Kowloon Walled City – Grievances

‘Phasing between post-sludge breakdowns and positively soaring riffs’ – MacDara Conroy on Kowloon Walled City’s Grievances

[bandcamp width=100% height=120 album=527447037 size=large bgcol=ffffff linkcol=0687f5 tracklist=false artwork=small] Grievances by Kowloon Walled City]

Have you heard of the Baader-Meinhof phenomenon? It’s another term for the cognitive bias of ‘frequency illusion’: that feeling when you hear a word or a phrase, perhaps for the first time, but from a variety or sources in different circumstances, and with a recurrence that verges on alarming, like you’ve discovered a glitch in the matrix.

Anyway, that’s a roundabout way of me telling you I’ve been seeing and hearing the phrase ‘bummer jam’ thrown around a lot recently. Mostly it’s been in reference to the depressive doom of the mighty-feeble Harvey Milk – all drawn-out riffs, pounding percussion and anguished vocals. But it’s also perfectly suited to Bay Area heavyweights Kowloon Walled City, newer kids on the block clearly taking their cues from those Athens brain-bruisers – I mean, in this genre (if it is a genre) who isn’t? – but maybe with a tad more groove in their step? Less bummer, more jam?

That’s certainly the case with their third long-player Grievances, their first for Neurosis’ imprint Neurot Recordings and the best thing that label’s released in ages. Part of it is in guitarist/vocalist Scott Evans’ improved production, scaling the crispy recorded jam-room sound of 2012’s Container Ships with a much bigger and bolder scope. It’s all right there in the first strains of opener ‘Your Better Years’, that upfront, rich guitar tone picking a plaintive figure before Jeff Fagundes’ mammoth drums crash in, and Ian Miller (son of screenwriter Victor Miller, who wrote the first Friday the 13th, trivia fans) fills the remaining space with his enormous bass sound, creaking around the edges like an old ship’s hull.

Evans’ vocals are foregrounded stronger, though retaining that shouts-through-a-megaphone decay, apt for his D Boon-style impassioned sloganeering that’s fit for a protest march rather than the musician’s stage. “We’ve had better years, but bad years look better when they’re gone,” he chants in the opener, and it’s less a song lyric than sound advice from a friend who’s been through some shit and then some.

But there’s better flow here, too. Container Ships was a good collection of songs, but Grievances is an album in the best possible sense, the mood of ‘Your Better Years’ blending seamlessly into the title track’s syncopated bars that in turn pave the way for a hair-raising shift in the middle to a stomping, crushing riff-out. Then ‘Backlit’ echoes that stomp in its first moments before stretching out into a slow-paced jam with occasional breath-tightening double-time snare hits – a motif ‘The Grift’ doubles down on, with Evans’ and Jon Howell’s downtuned strings alternately playing off each other with complementary melodies and meshing for that twin-guitar power attack. You get the idea.

There’s no illusion to this frequency; ‘White Walls’ and ‘True Believer’ continue in the same vein, phasing between post-sludge breakdowns and positively soaring riffs. And it’s all leading to the final track, ‘Daughters and Sons’, where the depressive sentiments of Evans’ words (“There’s no home for us here”) contrast the motivational thrust of the rhythm section and layers of slashing and chugging guitars – then a pause, and a deep exhalation as the song, and the record, gently dismantles itself, Kowloon Walled City having settled their grievances over the course of a cathartic 38 minutes.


**What to do:**
Your answer should be every line of the records that contains the word "gallery", copied as it stands.

**Exercise material:**
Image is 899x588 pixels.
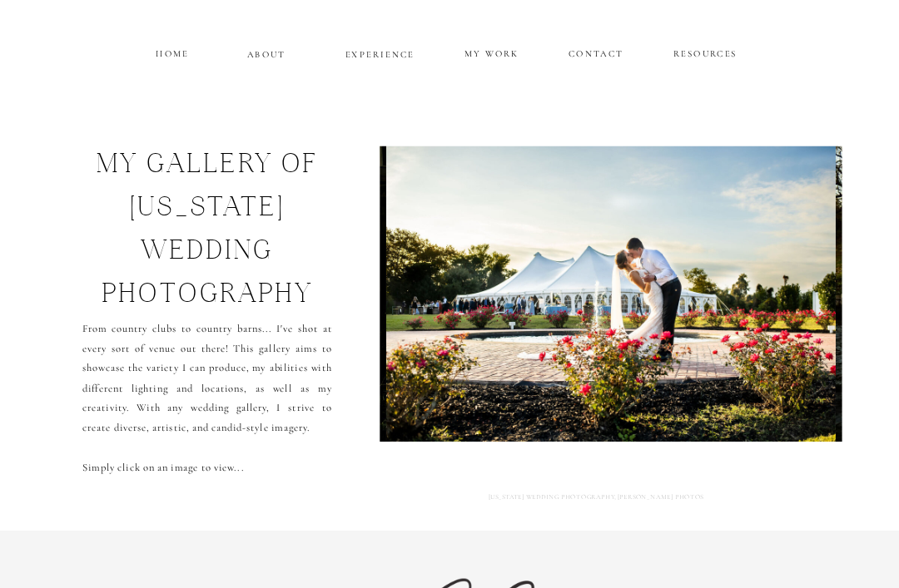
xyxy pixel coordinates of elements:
[569,46,624,58] a: CONTACT
[344,46,415,59] a: EXPERIENCE
[671,45,739,57] a: RESOURCES
[463,46,520,59] a: MY WORK
[488,491,735,509] a: [US_STATE] WEDDING PHOTOGRAPHY, [PERSON_NAME] PHOTOS
[62,146,353,316] h1: my gallery of [US_STATE] wedding photography
[154,46,191,58] a: HOME
[82,319,332,457] p: From country clubs to country barns... I've shot at every sort of venue out there! This gallery a...
[387,146,836,443] img: A kiss among the roses at Bohemia Overlook, Maryland Wedding Photographer
[247,46,287,59] a: ABOUT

**Exercise output:**
[62,146,353,316] h1: my gallery of [US_STATE] wedding photography
[82,319,332,457] p: From country clubs to country barns... I've shot at every sort of venue out there! This gallery a...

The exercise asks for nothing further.